Last month, Atari–that grandfather of game companies, whose youthful vigor once won championships but now is relegated to looking fondly at a filled but dusty trophy case of past triumphs–put out their latest collection of titles from their golden era of arcade and 2600 hits. Last week, Nintendo–expert purveyor of nostalgia the way a vintner captures and distills a soil’s essence in a bottle, knowing their audience of oenophiles lustily awaits the next drop–released “New Super Mario Bros. U Deluxe,” the latest Wii U game offered new life as a Switch title. And this Thursday, Ackk Studios–who are not old enough to have earned a hyphenated parenthetical but are well on their way–put out “YIIK,” the one altogether new game in this list but one heavily inspired by both an old genre (Japanese role-playing game) and a past era (late 1990’s suburbia).

Apologies for the long and winding paragraph. But this is what happens when we continually reference the past. What should be linear becomes circuitous. Momentum stalls. Comprehension relies on pre-existing knowledge. Our connection to the new is unfairly forged by an understanding of the old.

I felt this disconnection while playing “YIIK.” And while I appreciate the chutzpah of its creators Brian Allanson and Ian Bailey who subtitled it “A Postmodern RPG,” I can’t help but think this attempt, to build a world from a pastiche of referents and symbols, damns the game to a hell of its own devising. At least it was hell for this player: I wanted to love the surreal environments and its quirky storytelling but could not. Why? Because I have no love for their chosen homage. I did not play these games they reference, nor did I see myself in this fantastical version of a young man growing up in the 90s.

Art can transport us and help us experience lives far from our own. But it can also be distancing and opaque, letting in only those who share the creators’ lexicon and carefully chosen cues. Video games rely on the player being in control; those that are built on a foundation of other, older video games risk taking that control out of the players’ hands before they even begin.  

Nintendo is the undisputed master of creating new works from old pieces. Their latest attempt, however, veers perilously close to self-parody. “New Super Mario Bros. U Deluxe” is a port of a sequel to a reimagining of a game from 1985. Luckily, that original game is the ur-text from which nearly all modern games are derived: If you’re going to steal, steal from the best (and all the better if the best belongs to you in the first place).

The Wii U game steals well enough, providing a solid template for a new Switch game that is, in fact, six years old. Not much is changed; sometimes the smartest move is to stay put. But even the additions feel gratuitously self-referential: Toadette, a female version of the Toad character whose species was defiled and enslaved in the lore of the original SMB (literally the building blocks of the Mushroom Kingdom) can change into a character called Peachette, a diminutive version of Princess Peach, whose original servant was none other than … Toad.

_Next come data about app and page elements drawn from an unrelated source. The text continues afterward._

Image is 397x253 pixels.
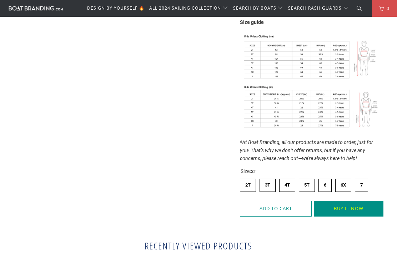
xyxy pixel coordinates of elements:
span: Add to Cart [248,206,304,211]
strong: Size guide [240,19,264,25]
span: SEARCH RASH GUARDS [288,5,342,11]
button: Buy it now [314,201,384,216]
span: : [250,169,251,174]
a: Search [349,5,370,13]
button: Add to Cart [240,201,312,216]
label: 6 [319,179,332,191]
span: SEARCH BY BOATS [233,5,276,11]
span: 2T [250,169,256,174]
label: 2T [240,179,256,191]
span: DESIGN BY YOURSELF 🔥 [87,5,145,11]
label: 7 [355,179,368,191]
label: 5T [299,179,315,191]
span: 0 [384,5,390,13]
legend: Size [240,168,384,175]
label: 3T [260,179,276,191]
span: ALL 2024 SAILING COLLECTION [149,5,221,11]
label: 6X [335,179,352,191]
label: 4T [279,179,295,191]
img: Boatbranding [7,5,64,11]
em: *At Boat Branding, all our products are made to order, just for you! That’s why we don’t offer re... [240,139,373,161]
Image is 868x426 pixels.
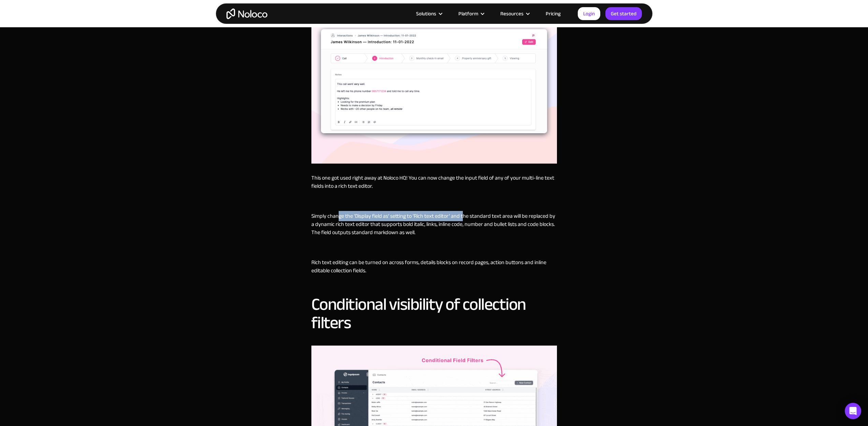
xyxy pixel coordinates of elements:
[311,243,557,252] p: ‍
[311,259,557,274] p: Rich text editing can be turned on across forms, details blocks on record pages, action buttons a...
[500,10,524,18] div: Resources
[450,10,492,18] div: Platform
[311,295,557,332] h2: Conditional visibility of collection filters
[311,212,557,237] p: Simply change the ‘Display field as’ setting to ‘Rich text editor’ and the standard text area wil...
[311,197,557,206] p: ‍
[227,9,268,19] a: home
[416,10,437,18] div: Solutions
[492,10,537,18] div: Resources
[844,403,861,419] div: Open Intercom Messenger
[578,7,600,20] a: Login
[311,174,557,190] p: This one got used right away at Noloco HQ! You can now change the input field of any of your mult...
[408,10,450,18] div: Solutions
[458,10,478,18] div: Platform
[606,7,642,20] a: Get started
[537,10,569,18] a: Pricing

This is the curse of success: How do you maintain a formula that was created thirty years ago? In 2012, then-President of Nintendo, the late Satoru Iwata, voiced this concern to the development team. “There are so many things that must be carried on in the classic 2D Super Mario action games that need to be taught,” Iwata said. “On the other hand, if there isn’t any freshness to it, they’ll get humdrum.” Somehow, through expertise, wizardry, and luck, Nintendo’s designers have toed that line between the fresh and the classic for nearly four decades. Their history is their greatest asset, and the main thing holding them back.

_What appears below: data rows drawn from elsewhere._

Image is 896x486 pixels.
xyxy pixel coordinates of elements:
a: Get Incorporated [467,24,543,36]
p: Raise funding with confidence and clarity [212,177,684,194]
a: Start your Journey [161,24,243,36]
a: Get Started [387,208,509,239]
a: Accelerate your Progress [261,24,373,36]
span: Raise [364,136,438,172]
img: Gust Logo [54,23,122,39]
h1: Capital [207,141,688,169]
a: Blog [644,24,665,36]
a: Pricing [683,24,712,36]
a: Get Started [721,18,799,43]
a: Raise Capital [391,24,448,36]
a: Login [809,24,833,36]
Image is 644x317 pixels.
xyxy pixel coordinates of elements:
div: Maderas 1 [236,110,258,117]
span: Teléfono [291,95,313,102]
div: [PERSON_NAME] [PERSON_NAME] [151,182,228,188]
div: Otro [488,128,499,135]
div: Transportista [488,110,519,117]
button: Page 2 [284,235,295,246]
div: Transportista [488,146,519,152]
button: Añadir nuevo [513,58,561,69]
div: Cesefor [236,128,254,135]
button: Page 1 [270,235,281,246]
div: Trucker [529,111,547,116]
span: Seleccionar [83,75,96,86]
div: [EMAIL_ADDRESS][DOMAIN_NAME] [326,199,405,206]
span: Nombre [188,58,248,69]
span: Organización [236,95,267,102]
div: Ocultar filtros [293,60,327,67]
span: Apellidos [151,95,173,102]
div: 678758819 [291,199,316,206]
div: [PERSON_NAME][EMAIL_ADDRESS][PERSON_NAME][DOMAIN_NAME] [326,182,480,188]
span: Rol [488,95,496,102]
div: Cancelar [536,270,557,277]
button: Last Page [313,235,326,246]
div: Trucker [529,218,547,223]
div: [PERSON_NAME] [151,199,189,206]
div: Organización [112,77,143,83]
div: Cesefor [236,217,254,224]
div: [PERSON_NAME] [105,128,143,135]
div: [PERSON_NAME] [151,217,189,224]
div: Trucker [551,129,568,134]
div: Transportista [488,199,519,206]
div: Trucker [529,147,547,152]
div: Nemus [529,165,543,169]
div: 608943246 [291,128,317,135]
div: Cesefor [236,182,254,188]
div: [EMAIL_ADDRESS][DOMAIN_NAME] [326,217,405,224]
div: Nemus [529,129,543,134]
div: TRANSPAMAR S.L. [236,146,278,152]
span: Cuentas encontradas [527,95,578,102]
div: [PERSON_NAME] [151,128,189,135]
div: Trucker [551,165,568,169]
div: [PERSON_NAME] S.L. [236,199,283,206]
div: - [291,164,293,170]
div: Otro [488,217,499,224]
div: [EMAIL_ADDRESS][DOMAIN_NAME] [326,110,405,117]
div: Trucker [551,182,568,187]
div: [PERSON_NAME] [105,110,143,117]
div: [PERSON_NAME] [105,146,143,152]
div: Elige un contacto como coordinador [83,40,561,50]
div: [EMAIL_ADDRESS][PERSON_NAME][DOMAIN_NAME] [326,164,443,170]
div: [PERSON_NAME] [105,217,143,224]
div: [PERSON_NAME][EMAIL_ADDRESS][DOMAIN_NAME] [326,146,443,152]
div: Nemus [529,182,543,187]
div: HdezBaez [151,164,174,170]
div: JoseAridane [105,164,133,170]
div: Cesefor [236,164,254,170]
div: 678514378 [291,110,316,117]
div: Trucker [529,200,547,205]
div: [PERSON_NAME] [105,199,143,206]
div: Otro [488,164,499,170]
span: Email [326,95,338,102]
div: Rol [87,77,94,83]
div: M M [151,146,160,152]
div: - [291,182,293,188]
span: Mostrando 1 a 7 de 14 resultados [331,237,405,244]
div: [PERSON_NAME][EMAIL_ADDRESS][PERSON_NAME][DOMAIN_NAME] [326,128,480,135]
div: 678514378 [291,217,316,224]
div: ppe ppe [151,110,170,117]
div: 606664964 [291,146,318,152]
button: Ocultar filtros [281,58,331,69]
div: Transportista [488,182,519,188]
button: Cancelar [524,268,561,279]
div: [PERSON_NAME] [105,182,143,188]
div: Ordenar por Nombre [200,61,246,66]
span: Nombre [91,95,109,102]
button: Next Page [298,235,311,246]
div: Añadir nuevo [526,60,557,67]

There was a time when Atari’s history was the entirety of the game industry. Now that history serves as a fond time capsule and warning: This is where we came from, and this is what might happen again. Playing “Asteroids” and “Tempest” on a television, miles away from their unadulterated arcade forms, still feels slightly crude, like pretending to fondle a picture of your crush from the old high school yearbook. “Atari Flashback Classic” is a compilation of playable memories. And maybe that’s enough. But if every game tries to reflect the past, there’s less effort paid in imagining the future.

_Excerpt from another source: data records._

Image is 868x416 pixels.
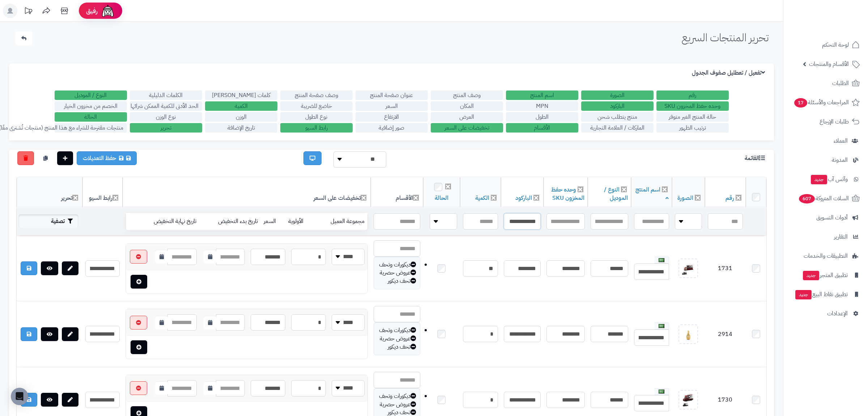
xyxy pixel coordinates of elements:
span: جديد [803,271,820,280]
span: المراجعات والأسئلة [794,97,849,107]
div: ديكورات وتحف [377,261,416,269]
label: تاريخ الإضافة [205,123,278,133]
label: منتج يتطلب شحن [582,112,654,122]
label: الباركود [582,101,654,111]
th: الأقسام [371,177,423,207]
img: العربية [659,324,665,328]
label: الحد الأدنى للكمية الممكن شرائها [130,101,202,111]
label: رقم [656,90,729,100]
img: العربية [659,258,665,262]
a: السلات المتروكة607 [788,190,864,207]
h3: تفعيل / تعطليل صفوف الجدول [692,70,767,77]
a: النوع / الموديل [604,185,628,202]
label: ترتيب الظهور [656,123,729,133]
td: تاريخ نهاية التخفيض [134,213,199,230]
label: وصف صفحة المنتج [280,90,353,100]
label: الأقسام [506,123,578,133]
td: 2914 [705,302,746,367]
span: وآتس آب [810,174,848,184]
label: المكان [431,101,503,111]
a: التقارير [788,228,864,246]
span: الأقسام والمنتجات [809,59,849,69]
div: عروض حصرية [377,268,416,277]
span: التقارير [834,232,848,242]
a: اسم المنتج [636,185,669,202]
a: رقم [725,194,734,202]
a: تطبيق نقاط البيعجديد [788,285,864,303]
a: الطلبات [788,75,864,92]
a: طلبات الإرجاع [788,113,864,130]
th: رابط السيو [82,177,122,207]
span: رفيق [86,6,98,15]
label: الطول [506,112,578,122]
span: 607 [799,194,815,204]
label: اسم المنتج [506,90,578,100]
a: التطبيقات والخدمات [788,247,864,265]
span: جديد [811,175,827,184]
h3: القائمة [745,155,767,161]
span: المدونة [832,155,848,165]
a: الإعدادات [788,305,864,322]
span: تطبيق نقاط البيع [795,289,848,299]
label: عنوان صفحة المنتج [355,90,428,100]
span: العملاء [834,136,848,146]
a: الحالة [435,194,448,202]
span: أدوات التسويق [816,212,848,222]
label: وحده حفظ المخزون SKU [656,101,729,111]
button: تصفية [18,214,79,228]
span: التطبيقات والخدمات [804,251,848,261]
label: خاضع للضريبة [280,101,353,111]
a: المدونة [788,151,864,168]
label: رابط السيو [280,123,353,133]
img: logo-2.png [819,6,861,21]
td: الأولوية [285,213,313,230]
td: السعر [261,213,285,230]
div: تحف ديكور [377,342,416,351]
label: الارتفاع [355,112,428,122]
a: الباركود [516,194,532,202]
label: الماركات / العلامة التجارية [582,123,654,133]
th: تخفيضات على السعر [122,177,371,207]
img: العربية [659,390,665,393]
label: وصف المنتج [431,90,503,100]
div: عروض حصرية [377,334,416,342]
label: الخصم من مخزون الخيار [55,101,127,111]
label: تحرير [130,123,202,133]
label: الكمية [205,101,278,111]
a: الصورة [678,194,693,202]
a: تطبيق المتجرجديد [788,266,864,284]
td: مجموعة العميل [313,213,367,230]
label: منتجات مقترحة للشراء مع هذا المنتج (منتجات تُشترى معًا) [55,123,127,133]
span: لوحة التحكم [822,40,849,50]
a: حفظ التعديلات [77,151,137,165]
span: طلبات الإرجاع [820,116,849,127]
div: ديكورات وتحف [377,326,416,334]
label: نوع الطول [280,112,353,122]
label: كلمات [PERSON_NAME] [205,90,278,100]
span: الإعدادات [827,309,848,319]
span: جديد [796,290,811,299]
div: عروض حصرية [377,400,416,408]
label: نوع الوزن [130,112,202,122]
label: العرض [431,112,503,122]
span: 17 [794,98,808,107]
label: تخفيضات على السعر [431,123,503,133]
a: العملاء [788,132,864,150]
img: ai-face.png [100,4,115,18]
span: السلات المتروكة [798,194,849,204]
label: حالة المنتج الغير متوفر [656,112,729,122]
div: Open Intercom Messenger [11,388,28,405]
a: الكمية [475,194,489,202]
a: المراجعات والأسئلة17 [788,94,864,111]
td: تاريخ بدء التخفيض [199,213,261,230]
th: تحرير [16,177,82,207]
div: ديكورات وتحف [377,392,416,400]
label: الوزن [205,112,278,122]
label: الحالة [55,112,127,122]
a: وحده حفظ المخزون SKU [551,185,585,202]
a: أدوات التسويق [788,209,864,226]
td: 1731 [705,236,746,302]
h1: تحرير المنتجات السريع [682,31,769,43]
label: السعر [355,101,428,111]
a: وآتس آبجديد [788,170,864,188]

Games aren’t the only industry fed by nostalgia. Hollywood is no stranger to remakes; last year’s “A Star is Born” was the fifth version of that story. But the original was produced in 1937. It took over eighty years to count a hand’s worth of rehashes. It only took Nintendo thirty-three years to produce seven iterations on “Super Mario Bros.” and that’s if we’re counting modestly. Can the nostalgia well run dry? Does placing players in control of a character make them more eager to run through the same halls than if they were passively watching the same film story or reading the same book plot? Such questions are above my paygrade. What’s certain is that where we come from will continually feed where we’re going; what’s not is how creators choose to acknowledge that history.

Nostalgia bends our attention backward in a way that refracts the past to make it knowable. But in the moment, we couldn’t know what was about to happen. Imagining a future can be just as troublesome, just as unfairly, impossibly inaccurate.

When Ackk Studios’ Allanson and Bailey were growing up, their favorite games revolved around some unknown dread that, if left unpurged, would annihilate the world. While fantastical cataclysms played out on their cathode-ray screens, a real unknown dread bubbled under the surface. This was the so-called Y2K bug, a would-be plague borne out of a fear that, at the strike of midnight on January 1, 2000, all computer programs would read [00] as 1900 instead of 2000. The alleged result would be endless and indeterminate mayhem: Banks would explode, Hospitals would erase patient charts, Dogs and Cats wouldn’t just live together but procreate and start unsustainable non-profit organizations…. The list of fears was vague and unceasing.

And then, of course, none of it happened.

There will always be different ways of repackaging yesterday. We won’t stop imagining what might happen tomorrow. Both are fraught with peril and loss. Maybe the better choice, then, as creators and players, is to seek out the surprise of an unknowable present.